I'm wondering if any best practices exist for guidelines as to what should and should not go into a validator control. My thought and practice was that it should be basic sanity checking (i.e. did the user enter all the required inputs? Is there 10 digits in the phone number, is the email address in the valid form? etc..), but I've recently run across a fair bit of asp.net code that is using validators for much more complex validation (i.e. web service calls to verify addresses or that the user id and name match).

Are there any schools of thought out there regarding how these more complex tasks should be encapsulated? My initial instinct is that validators are the wrong tool for the job, but I'd really like to know what other people think or have written about it. Thanks!

A: 

You're right. The p&p team has a great block in Enterprise Library, named Validation Application Block (VAB).

Validation within the UI is fine if you are collecting values directly from users, but you may need to do more. For example, you may need to validate object instances that you:

  • Generate in separate tiers or components of your application
  • Retrieve from a cache, a repository, or a third-party data access layer
  • Receive from a Web Service as an object instance or a set of property values
  • Reconstruct from existing values, perhaps populating them by copying properties from a similar object or using values retrieved from a database

I'm a big fan of Enterprise Library and have good experiences with VAB. If you're not familiar with EntLib it's can be hard first time - but it rocks after that!
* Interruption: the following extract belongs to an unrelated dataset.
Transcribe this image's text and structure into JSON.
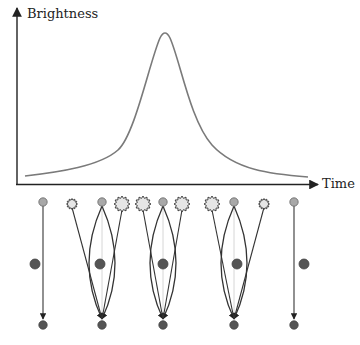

VAB gives you the option to create, run and host your rules in one place, but call there where you need it.

15 seconds with ASP.NET and VAB:

http://www.15seconds.com/Issue/070607.htm

Tom Hollander's blog about VAB

http://blogs.msdn.com/tomholl/archive/2006/11/27/validation-application-block-revealed.aspx

boj
It's not that I'm trying to validate something other then user input, but rather that the validation of the user input is complex and potentially expensive. After looking at your links and doing a bit of googling, I don't think that VAB is the right tool either.
Nathaniel Reinhart
Aha...you may should read/try ASP.MVC. ASP.NET it's a nice but a little mixed and dirty framework. With separation of concerns (model, view, controller) and MVC based validation tools (ie. xVal) maybe you'll find a better answer.
boj
I would definitely rather be using ASP.MVC, but unfortunately this is legacy code that isn't going anywhere today.
Nathaniel Reinhart
Aha...maybe refactoring out all validators into classes (using the strategy pattern or chaining the rules with the chain of responsibility pattern?)
boj
A: 

I don't know if it is a best practice or not, but my personal opinion is that the only thing that should be validated on the client side are things that can be completely validated on the client side. In other words, if you have to make a call to a server in order to perform the validation, you have already lost any performance gains from validating on the client. (And that is why the validation is on the client - to gain performance by avoiding a trip to the server.)

Since your business object is (or should be) performing the same validations on a submit, it makes more sense from a coding and maintenance point of view to allow the form submit and perform all the validations at that point.